December 7, 2016

981 words 5 mins read

Million event Erlang “like” engine

Inspiration:

Facebook has a very unique and custom architecture to handle millions of likes on its posts every second. Sometimes a post is so catchy that it will attract millions of likes per second and being a fan of that article you don’t want to miss its live statistics.

Shorten the goal:

My goal is to create a like engine with can handle millions of likes per second. Let it be 1 like for 1 article/URL or 1000 likes for 1000 articles/URLs or 1 article/URL with million likes.

The architecture:

I have taken a very naive approach to solve this problem. I have created a event_manager with gen_event behavior to handle the events related to likes.

Why gen_event? I assume that I have webserver which listens for the events/requests from the client applications. This webserver is basically used to catch all the events without missing even one. The webserver will call an event to the event_manager process. Event handlers can be added to the event_manager process to handle events related to likes,unlikes,impressions etc. I mean, an event handler for like and unlikes, one for impressions and so on.

Whenever an event_manager is started, following are performed: 1. Creates an ets table with ordered_set option and the control to edit it is given to the event_manager. 2. Adds an event handler to handle particular events. 3. Starts a batcher process which takes care of batching at regular intervals 4. Starts a worker_pool_man process which acts as an interface for worker_pool_sup process which is gen_supervisor behavior.

Worker pool manager:

This is a gen_server process.

This basically starts the worker pool supervisor with a default number of workers(100+10(10% extra buffer processes)) and stores the list of these worker process ids in the state variable.

It contains functions to get a new worker process and also to kill some worker process when it is hung up/unresponsive.

Worker pool supervisor:

This is a gen_supervisor behavior process with simple_one_for_one. Good thing about it is you can start just the supervisor process without any workers or child processes initially and you can add them or remove them on fly.

Worker process:

It is a gen_server process which holds a state of the article/URL. The state contains a counter of the current like count. Since the counter is maintained in memory, many thousands of increments or decrements can be performed concurrently.

Each worker process is initially registered, which means the counter value will be set to 0. a commit request to the worker process will retrieve the current counter value.

Batcher process:

This is a gen_server process constantly listens to the event_manager to check whether the ETS table has reached its predefined limit. Whenever ETS table linked to the eventmanager process reaches 2000 unique URL count, it signals the batcher process to take control of it. Batcher reads all the ETS entries and writes them to a file(tab). During this activity the event manager is given a new ETS table to be filled and event_manager is never blocked.

How the whole thing works?

Events coming into the web server are delivered to the event manager which in turn handled by the corresponding event handler. Every event is scrutinised and URL is extracted and stored in the ETS table if it doesn’t already exists. Here ETS table is created with ordered_set strategy but not a bag to store only unique entries. For every new entry into the ETS table a worker process is allocated by calling a worker pool manager. Worker pool manager allocates a worker process from its own list of buffer workers. However these worker processes are obtained from worker pool supervisor process. This is all about a new URL like event coming in.

What If we got a like from the same URL? Now it checks for its existence in the ETS table and get its worker process PID. As each and every worker process is a gen_server process. We basically give a cast call to it update the in memory counter for that particular URL.

That’s it, let us say, we have 1000 unique URL’s with 1000 likes coming in. You will have 1000 processes with counter value of 1000 for each one of them.

Or, we say, 1 million “like” events for a single URL also works by creating a single worker process with counter value of 1000000.

What happens next??

When the ETS table entry size reaches a certain predefined size. The table is given away to the BATCHER process which starts iterating over all the table entries and collects the like count and writes it to a file and then throws the table away. In this meantime, the event is not alone without the ETS table, it will create a new table and starts filling it up for the batcher process to be taken care of. While the batching is being done, the event manager is never blocked instead writes into a new table and new worker processes.

Events -> ETS table -> worker processes -> batcher -> file

Events -> ETS table -> worker processes -> batcher -> file

After batching an ETS table, the worker process ID’s are again donated to the event pool manager to be reused. If some process is too much used and hanging around for a while and sluggish, we simply kill it and spin up a new one to replace it. This is how we keep up the supply of worker processes for the demand.

Going Live(Not yet implemented):

Another process can be employed to read these files in a sequential order of their creation time. Let us say we read 1000 URL’s and will be updating the database whose write tolerance may be limited. This process would have the privilege to control the read based on the write tolerance of the database to which these statistics have to be updated.


Credits:

Thanks to Konstantin Tcepliaev at 24[7] campanja, who has given me this challenge.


BRIEF →
Pictures are to be dropped. Everything else in the listing gets copied exactly.

PROVIDED ENTRIES →
○ ○ ○ ○ ○

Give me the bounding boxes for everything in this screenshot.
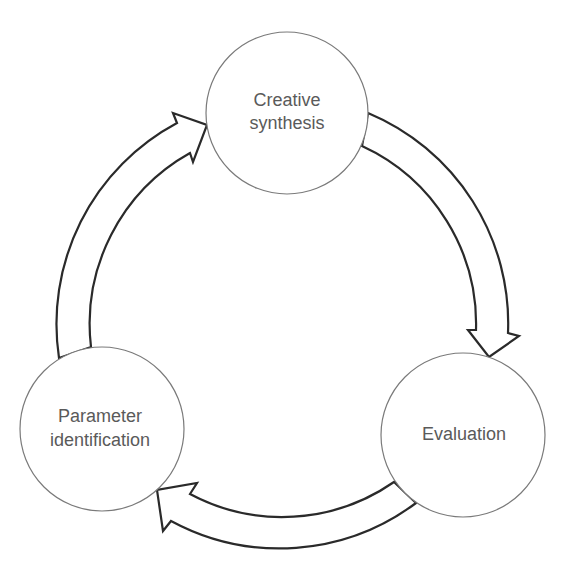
arrow-synthesis-to-evaluation bbox=[362, 113, 519, 357]
node-creative-synthesis: Creative synthesis bbox=[206, 32, 368, 194]
arrow-evaluation-to-parameter bbox=[157, 482, 416, 548]
node-label-line-1: Parameter bbox=[58, 406, 142, 426]
node-label-line-1: Creative bbox=[253, 90, 320, 110]
node-label-line-2: synthesis bbox=[249, 113, 324, 133]
node-parameter-identification: Parameter identification bbox=[20, 347, 184, 511]
arrow-parameter-to-synthesis bbox=[56, 113, 207, 358]
node-label-line-1: Evaluation bbox=[422, 424, 506, 444]
node-label-line-2: identification bbox=[50, 430, 150, 450]
cycle-diagram: Creative synthesis Evaluation Parameter … bbox=[0, 0, 566, 577]
node-evaluation: Evaluation bbox=[381, 353, 545, 517]
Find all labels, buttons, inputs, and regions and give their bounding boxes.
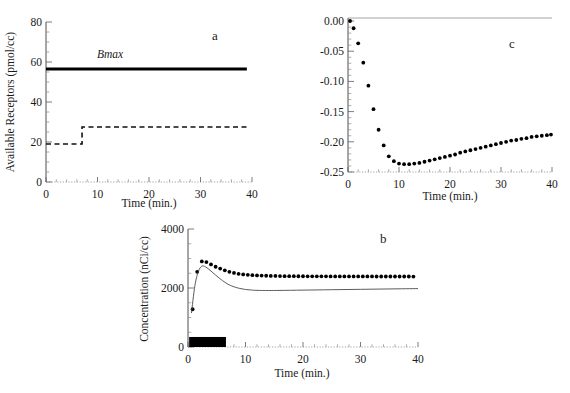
data-point — [453, 153, 457, 157]
data-point — [479, 146, 483, 150]
data-point — [379, 275, 383, 279]
y-tick-label: -0.05 — [320, 45, 344, 57]
x-tick-label: 40 — [246, 188, 258, 200]
panel-c: 0.00-0.05-0.10-0.15-0.20-0.25 010203040 … — [300, 0, 570, 215]
data-point — [443, 155, 447, 159]
data-point — [260, 274, 264, 278]
panel-c-letter: c — [509, 36, 515, 51]
x-tick-label: 30 — [495, 178, 507, 190]
data-point — [200, 260, 204, 264]
panel-b-x-axis-title: Time (min.) — [274, 367, 329, 380]
data-point — [251, 273, 255, 277]
panel-b-axes — [188, 229, 418, 347]
y-tick-label: 0 — [36, 176, 42, 188]
x-tick-label: 20 — [444, 178, 456, 190]
data-point — [474, 147, 478, 151]
y-tick-label: 4000 — [161, 223, 184, 235]
x-tick-label: 0 — [345, 178, 351, 190]
data-point — [232, 271, 236, 275]
panel-b-infusion-bar — [189, 337, 226, 347]
data-point — [402, 275, 406, 279]
series-dashed — [46, 127, 247, 144]
panel-a-plot: 020406080 010203040 a Bmax Time (min.) A… — [0, 0, 285, 215]
panel-c-series — [348, 19, 553, 166]
panel-c-y-ticks: 0.00-0.05-0.10-0.15-0.20-0.25 — [320, 15, 354, 178]
data-point — [366, 275, 370, 279]
data-point — [315, 274, 319, 278]
y-tick-label: -0.20 — [320, 136, 344, 148]
data-point — [209, 263, 213, 267]
panel-a-letter: a — [212, 28, 218, 43]
data-point — [407, 162, 411, 166]
data-point — [310, 274, 314, 278]
data-point — [223, 268, 227, 272]
data-point — [370, 275, 374, 279]
data-point — [438, 156, 442, 160]
panel-c-x-axis-title: Time (min.) — [422, 190, 477, 203]
panel-b-letter: b — [380, 231, 387, 246]
data-point — [397, 162, 401, 166]
panel-c-axes — [348, 18, 552, 172]
data-point — [320, 274, 324, 278]
data-point — [352, 275, 356, 279]
data-point — [264, 274, 268, 278]
panel-a: 020406080 010203040 a Bmax Time (min.) A… — [0, 0, 285, 215]
data-point — [530, 135, 534, 139]
data-point — [412, 275, 416, 279]
x-tick-label: 20 — [297, 353, 309, 365]
data-point — [504, 140, 508, 144]
panel-b-y-ticks: 020004000 — [161, 223, 194, 353]
panel-c-x-ticks: 010203040 — [345, 167, 558, 190]
data-point — [352, 26, 356, 30]
data-point — [255, 274, 259, 278]
data-point — [274, 274, 278, 278]
data-point — [545, 133, 549, 137]
data-point — [372, 107, 376, 111]
data-point — [301, 274, 305, 278]
data-point — [463, 150, 467, 154]
data-point — [287, 274, 291, 278]
panel-b: 020004000 010203040 b Time (min.) Concen… — [130, 213, 440, 393]
data-point — [402, 162, 406, 166]
x-tick-label: 30 — [355, 353, 367, 365]
data-point — [384, 275, 388, 279]
x-tick-label: 10 — [240, 353, 252, 365]
x-tick-label: 10 — [393, 178, 405, 190]
data-point — [489, 144, 493, 148]
model-curve — [191, 266, 418, 313]
panel-a-y-ticks: 020406080 — [31, 16, 53, 188]
y-tick-label: 2000 — [161, 282, 184, 294]
data-point — [514, 138, 518, 142]
data-point — [246, 273, 250, 277]
data-point — [484, 145, 488, 149]
y-tick-label: 0.00 — [324, 15, 344, 27]
panel-b-series — [191, 260, 418, 314]
data-point — [535, 134, 539, 138]
data-point — [418, 161, 422, 165]
panel-a-series — [46, 69, 247, 144]
data-point — [269, 274, 273, 278]
data-point — [549, 133, 553, 137]
data-point — [389, 275, 393, 279]
data-point — [393, 275, 397, 279]
data-point — [297, 274, 301, 278]
panel-a-y-axis-title: Available Receptors (pmol/cc) — [4, 32, 17, 172]
x-tick-label: 30 — [195, 188, 207, 200]
data-point — [338, 275, 342, 279]
data-point — [367, 84, 371, 88]
y-tick-label: 40 — [31, 96, 43, 108]
x-tick-label: 0 — [43, 188, 49, 200]
infusion-bar-rect — [189, 337, 226, 347]
data-point — [423, 160, 427, 164]
data-point — [324, 274, 328, 278]
x-tick-label: 0 — [185, 353, 191, 365]
data-point — [214, 265, 218, 269]
data-point — [469, 148, 473, 152]
data-point — [520, 137, 524, 141]
panel-c-plot: 0.00-0.05-0.10-0.15-0.20-0.25 010203040 … — [300, 0, 570, 215]
data-point — [356, 275, 360, 279]
y-tick-label: 0 — [178, 341, 184, 353]
panel-b-y-axis-title: Concentration (nCi/cc) — [138, 236, 151, 342]
data-point — [387, 154, 391, 158]
panel-a-axes — [46, 22, 252, 182]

○ ○ ○ ○ ○

RESULT OF THE TASK →
Give me the bounding boxes for everything in this screenshot.
arrow-synthesis-to-evaluation bbox=[362, 113, 519, 357]
node-creative-synthesis: Creative synthesis bbox=[206, 32, 368, 194]
arrow-evaluation-to-parameter bbox=[157, 482, 416, 548]
node-label-line-1: Parameter bbox=[58, 406, 142, 426]
node-label-line-1: Creative bbox=[253, 90, 320, 110]
node-label-line-2: synthesis bbox=[249, 113, 324, 133]
node-parameter-identification: Parameter identification bbox=[20, 347, 184, 511]
arrow-parameter-to-synthesis bbox=[56, 113, 207, 358]
node-label-line-1: Evaluation bbox=[422, 424, 506, 444]
node-label-line-2: identification bbox=[50, 430, 150, 450]
cycle-diagram: Creative synthesis Evaluation Parameter … bbox=[0, 0, 566, 577]
node-evaluation: Evaluation bbox=[381, 353, 545, 517]
Find all labels, buttons, inputs, and regions and give their bounding boxes.
data-point — [453, 153, 457, 157]
data-point — [479, 146, 483, 150]
data-point — [379, 275, 383, 279]
y-tick-label: -0.05 — [320, 45, 344, 57]
x-tick-label: 40 — [246, 188, 258, 200]
panel-c: 0.00-0.05-0.10-0.15-0.20-0.25 010203040 … — [300, 0, 570, 215]
data-point — [443, 155, 447, 159]
data-point — [260, 274, 264, 278]
panel-c-letter: c — [509, 36, 515, 51]
x-tick-label: 30 — [495, 178, 507, 190]
data-point — [200, 260, 204, 264]
panel-b-x-axis-title: Time (min.) — [274, 367, 329, 380]
data-point — [251, 273, 255, 277]
panel-b-axes — [188, 229, 418, 347]
y-tick-label: 0 — [36, 176, 42, 188]
x-tick-label: 20 — [444, 178, 456, 190]
data-point — [474, 147, 478, 151]
y-tick-label: 4000 — [161, 223, 184, 235]
x-tick-label: 0 — [345, 178, 351, 190]
data-point — [232, 271, 236, 275]
panel-b-infusion-bar — [189, 337, 226, 347]
data-point — [402, 275, 406, 279]
series-dashed — [46, 127, 247, 144]
panel-a-plot: 020406080 010203040 a Bmax Time (min.) A… — [0, 0, 285, 215]
panel-c-series — [348, 19, 553, 166]
panel-c-y-ticks: 0.00-0.05-0.10-0.15-0.20-0.25 — [320, 15, 354, 178]
data-point — [366, 275, 370, 279]
data-point — [315, 274, 319, 278]
y-tick-label: -0.20 — [320, 136, 344, 148]
data-point — [209, 263, 213, 267]
panel-a-letter: a — [212, 28, 218, 43]
data-point — [407, 162, 411, 166]
data-point — [310, 274, 314, 278]
data-point — [223, 268, 227, 272]
data-point — [370, 275, 374, 279]
data-point — [438, 156, 442, 160]
panel-c-x-axis-title: Time (min.) — [422, 190, 477, 203]
panel-b-letter: b — [380, 231, 387, 246]
data-point — [397, 162, 401, 166]
panel-c-axes — [348, 18, 552, 172]
data-point — [320, 274, 324, 278]
data-point — [352, 275, 356, 279]
data-point — [264, 274, 268, 278]
panel-a: 020406080 010203040 a Bmax Time (min.) A… — [0, 0, 285, 215]
data-point — [530, 135, 534, 139]
data-point — [412, 275, 416, 279]
x-tick-label: 20 — [297, 353, 309, 365]
data-point — [504, 140, 508, 144]
panel-b-y-ticks: 020004000 — [161, 223, 194, 353]
panel-c-x-ticks: 010203040 — [345, 167, 558, 190]
data-point — [352, 26, 356, 30]
data-point — [255, 274, 259, 278]
data-point — [274, 274, 278, 278]
data-point — [545, 133, 549, 137]
data-point — [372, 107, 376, 111]
data-point — [301, 274, 305, 278]
data-point — [463, 150, 467, 154]
data-point — [287, 274, 291, 278]
panel-b: 020004000 010203040 b Time (min.) Concen… — [130, 213, 440, 393]
data-point — [402, 162, 406, 166]
x-tick-label: 30 — [355, 353, 367, 365]
data-point — [384, 275, 388, 279]
x-tick-label: 10 — [240, 353, 252, 365]
x-tick-label: 10 — [393, 178, 405, 190]
data-point — [489, 144, 493, 148]
model-curve — [191, 266, 418, 313]
panel-a-y-ticks: 020406080 — [31, 16, 53, 188]
y-tick-label: 2000 — [161, 282, 184, 294]
data-point — [514, 138, 518, 142]
data-point — [246, 273, 250, 277]
data-point — [484, 145, 488, 149]
y-tick-label: 0.00 — [324, 15, 344, 27]
panel-b-series — [191, 260, 418, 314]
data-point — [535, 134, 539, 138]
data-point — [418, 161, 422, 165]
panel-a-series — [46, 69, 247, 144]
data-point — [269, 274, 273, 278]
data-point — [549, 133, 553, 137]
data-point — [389, 275, 393, 279]
data-point — [393, 275, 397, 279]
data-point — [297, 274, 301, 278]
panel-a-y-axis-title: Available Receptors (pmol/cc) — [4, 32, 17, 172]
x-tick-label: 30 — [195, 188, 207, 200]
data-point — [338, 275, 342, 279]
data-point — [367, 84, 371, 88]
y-tick-label: 40 — [31, 96, 43, 108]
x-tick-label: 0 — [43, 188, 49, 200]
infusion-bar-rect — [189, 337, 226, 347]
data-point — [423, 160, 427, 164]
data-point — [324, 274, 328, 278]
x-tick-label: 0 — [185, 353, 191, 365]
data-point — [214, 265, 218, 269]
data-point — [469, 148, 473, 152]
data-point — [520, 137, 524, 141]
panel-c-plot: 0.00-0.05-0.10-0.15-0.20-0.25 010203040 … — [300, 0, 570, 215]
data-point — [356, 275, 360, 279]
y-tick-label: 0 — [178, 341, 184, 353]
panel-b-y-axis-title: Concentration (nCi/cc) — [138, 236, 151, 342]
data-point — [387, 154, 391, 158]
panel-a-axes — [46, 22, 252, 182]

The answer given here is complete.